Where were you? Bimini. It would be nice to be in Bimini again, where Van Campen Heilner, famed authority on bone-fishing in the Bahamas, rules in solitary glory as the King of Paradise Point. Nice to go bone-fishing with Van again. Maybe this bright blue blonde doesn't care for bonefishing. To hell with her. You and Van would go anyway, sailing across the bay with Benjy chewing up the chum in the stern of the dinghy. Quiet! Let down the anchor as softly as possible; Benjy's eye has caught a flash of blue shadow fifty feet ahead. He heaves out the chum and waits; you rig your tackle nervously. All right. You cast out a whirring line toward the spot where the chum has settled. You tense. Your line is dragged slowly out, an infinitely slow strike, three or four measured clicks on your reel; then suddenly the reel bursts into a demoniac shriek as the bone-fish suddenly hooked, rips off a hundred, two hundred feet of line and majestically plunges across the bay with the bit in his teeth. . . .
"Well. You drain your glass and set it down with finality. Now or never. You rise and lurch unsteadily toward her table, tossed a bit by a sudden squall that seems to have sprung up from nowhere and whipped the Terrace into veritable whitecaps; and then you halt. Her chair is there, pushed back; her empty glass rests in a little ring of moisture, and the crumpled straw leans unconcernedly against the side. A silver coin lingers dutifully for the steward in the center of the deserted table.
You sit down heavily in the chair where she sat; and then, because there is something about the climate of Nassau that makes for fatalism, you push the coin casually toward the steward' as he approaches and order another Planter's Punch.
No. It is not the mixture of lime and sugar and rum that is the secret of it. Those things we can assemble as well at home. It is not the thoroughness of the shaking you give, nor even the dash of red pepper if desired. Our formula goes deeper than that. For a Planter's Punch requires blue water, the catholic sun that blesses Nassau daily, the soft stir of life murmuring and smiling carelessly beneath the palms in the lazy, languorous climate of the Bahamas.
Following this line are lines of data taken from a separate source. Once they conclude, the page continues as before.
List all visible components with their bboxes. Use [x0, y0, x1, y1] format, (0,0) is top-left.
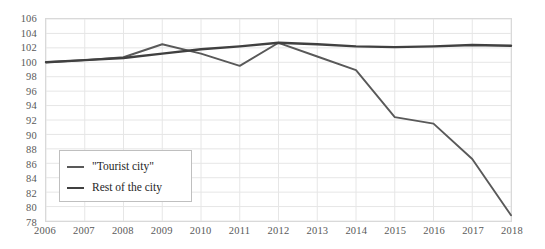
chart-legend: "Tourist city" Rest of the city	[59, 150, 192, 202]
x-axis-tick-label: 2014	[345, 225, 367, 236]
y-axis-tick-label: 80	[26, 202, 37, 213]
x-axis-tick-label: 2010	[190, 225, 212, 236]
series-line	[46, 43, 511, 62]
x-axis-tick-label: 2012	[268, 225, 290, 236]
y-axis-tick-label: 90	[26, 129, 37, 140]
x-axis-tick-label: 2008	[112, 225, 134, 236]
legend-item-label: "Tourist city"	[92, 161, 154, 173]
x-axis-tick-label: 2007	[73, 225, 95, 236]
y-axis-tick-label: 84	[26, 173, 37, 184]
x-axis-tick-label: 2009	[151, 225, 173, 236]
line-chart: 1061041021009896949290888684828078 20062…	[0, 0, 545, 249]
y-axis-tick-label: 102	[21, 42, 37, 53]
legend-item-tourist-city: "Tourist city"	[67, 156, 184, 177]
legend-swatch-icon	[67, 187, 84, 189]
x-axis-tick-label: 2017	[462, 225, 484, 236]
x-axis-tick-label: 2006	[34, 225, 56, 236]
x-axis-tick-label: 2018	[501, 225, 523, 236]
y-axis-tick-label: 98	[26, 71, 37, 82]
y-axis-tick-label: 86	[26, 158, 37, 169]
x-axis-tick-label: 2013	[307, 225, 329, 236]
y-axis-tick-label: 94	[26, 100, 37, 111]
x-axis-tick-label: 2011	[229, 225, 250, 236]
x-axis-tick-label: 2015	[384, 225, 406, 236]
y-axis-tick-label: 106	[21, 13, 37, 24]
y-axis-tick-label: 100	[21, 56, 37, 67]
y-axis-tick-label: 82	[26, 187, 37, 198]
y-axis-tick-label: 92	[26, 115, 37, 126]
y-axis-tick-label: 96	[26, 85, 37, 96]
x-axis: 2006200720082009201020112012201320142015…	[45, 223, 512, 245]
y-axis: 1061041021009896949290888684828078	[0, 18, 41, 222]
legend-item-rest-of-city: Rest of the city	[67, 177, 184, 198]
y-axis-tick-label: 104	[21, 27, 37, 38]
y-axis-tick-label: 88	[26, 144, 37, 155]
legend-item-label: Rest of the city	[92, 182, 162, 194]
legend-swatch-icon	[67, 166, 84, 168]
x-axis-tick-label: 2016	[423, 225, 445, 236]
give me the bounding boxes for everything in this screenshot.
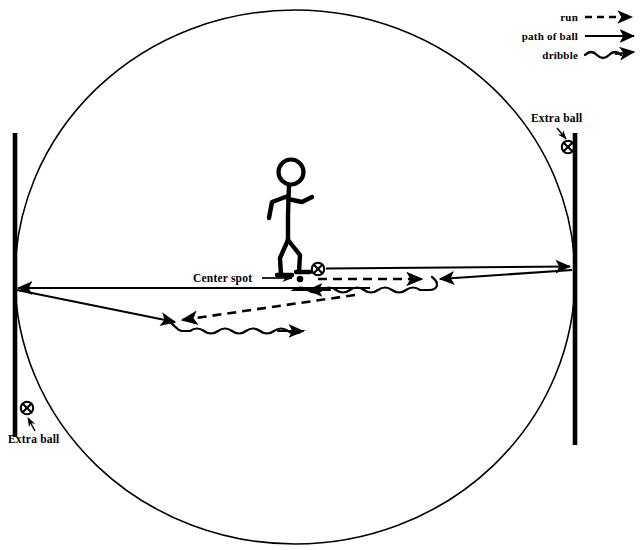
player-torso [288,185,289,240]
run-group [182,279,422,320]
extra-ball-top-right-label: Extra ball [531,112,583,124]
player-back-leg [280,240,288,275]
ball-path-right-outgoing [326,267,570,269]
field-circle-group [15,10,575,544]
soccer-drill-diagram: Center spot Extra ball Extra ball run pa… [0,0,643,550]
extra-ball-bottom-left-icon [21,402,33,414]
extra-ball-bottom-left-leader-line [28,418,35,431]
legend-item-path-of-ball: path of ball [522,30,634,42]
ball-path-left-return [17,290,175,322]
legend-label-dribble: dribble [542,49,578,61]
run-path-leftward [182,295,355,320]
player-back-arm [269,196,288,218]
player-front-leg [288,240,300,272]
player-front-arm [288,197,312,202]
ball-at-player-feet-icon [312,263,324,275]
extra-ball-top-right-leader-line [557,128,566,139]
dribble-group [170,277,437,334]
legend-item-run: run [560,11,632,23]
center-spot-label: Center spot [193,272,252,285]
stick-figure-player [269,160,312,276]
player-head-icon [279,160,304,185]
legend-label-run: run [560,11,578,23]
extra-ball-top-right-icon [562,141,574,153]
path-of-ball-group [17,267,572,323]
center-circle [15,10,575,544]
ball-path-right-return [440,270,572,279]
extra-ball-bottom-left-label: Extra ball [8,433,60,445]
legend-item-dribble: dribble [542,49,634,61]
legend-label-path-of-ball: path of ball [522,30,578,42]
legend: run path of ball dribble [522,11,634,61]
center-spot-dot [297,276,304,283]
diagram-canvas: Center spot Extra ball Extra ball run pa… [0,0,643,550]
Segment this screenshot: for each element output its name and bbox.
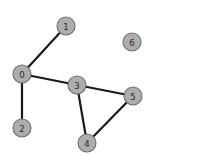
- graph-node-3[interactable]: 3: [68, 76, 86, 94]
- graph-node-label-1: 1: [63, 22, 68, 32]
- graph-node-4[interactable]: 4: [78, 134, 96, 152]
- graph-node-label-2: 2: [19, 124, 24, 134]
- graph-edge-0-1: [22, 26, 66, 74]
- node-layer: 0123456: [13, 17, 142, 152]
- graph-node-label-4: 4: [84, 139, 89, 149]
- graph-node-label-3: 3: [74, 81, 79, 91]
- graph-node-6[interactable]: 6: [123, 33, 141, 51]
- graph-node-label-0: 0: [19, 70, 24, 80]
- graph-node-label-5: 5: [130, 92, 135, 102]
- graph-canvas: 0123456: [0, 0, 210, 162]
- graph-node-5[interactable]: 5: [124, 87, 142, 105]
- graph-diagram: 0123456: [0, 0, 210, 162]
- graph-node-label-6: 6: [129, 38, 134, 48]
- graph-node-1[interactable]: 1: [57, 17, 75, 35]
- graph-node-0[interactable]: 0: [13, 65, 31, 83]
- graph-edge-4-5: [87, 96, 133, 143]
- graph-node-2[interactable]: 2: [13, 119, 31, 137]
And therefore, for those venturous connoisseurs who wish to experience a Planter's Punch as it should be tasted, I offer the following revised recipe: PLANTER'S PUNCH: Use tall suitcase. Toss in one pair of white flannels, two clean shirts, a toothbrush, and one ticket to Nassau. Dash aboard the S. S. Munargo the following Friday, shake well for sixty hours, land and proceed directly to the Terrace of the New Colonial; and, if an attractive blonde happens to be seated at a nearby table, order your Planter's Punch served with two straws.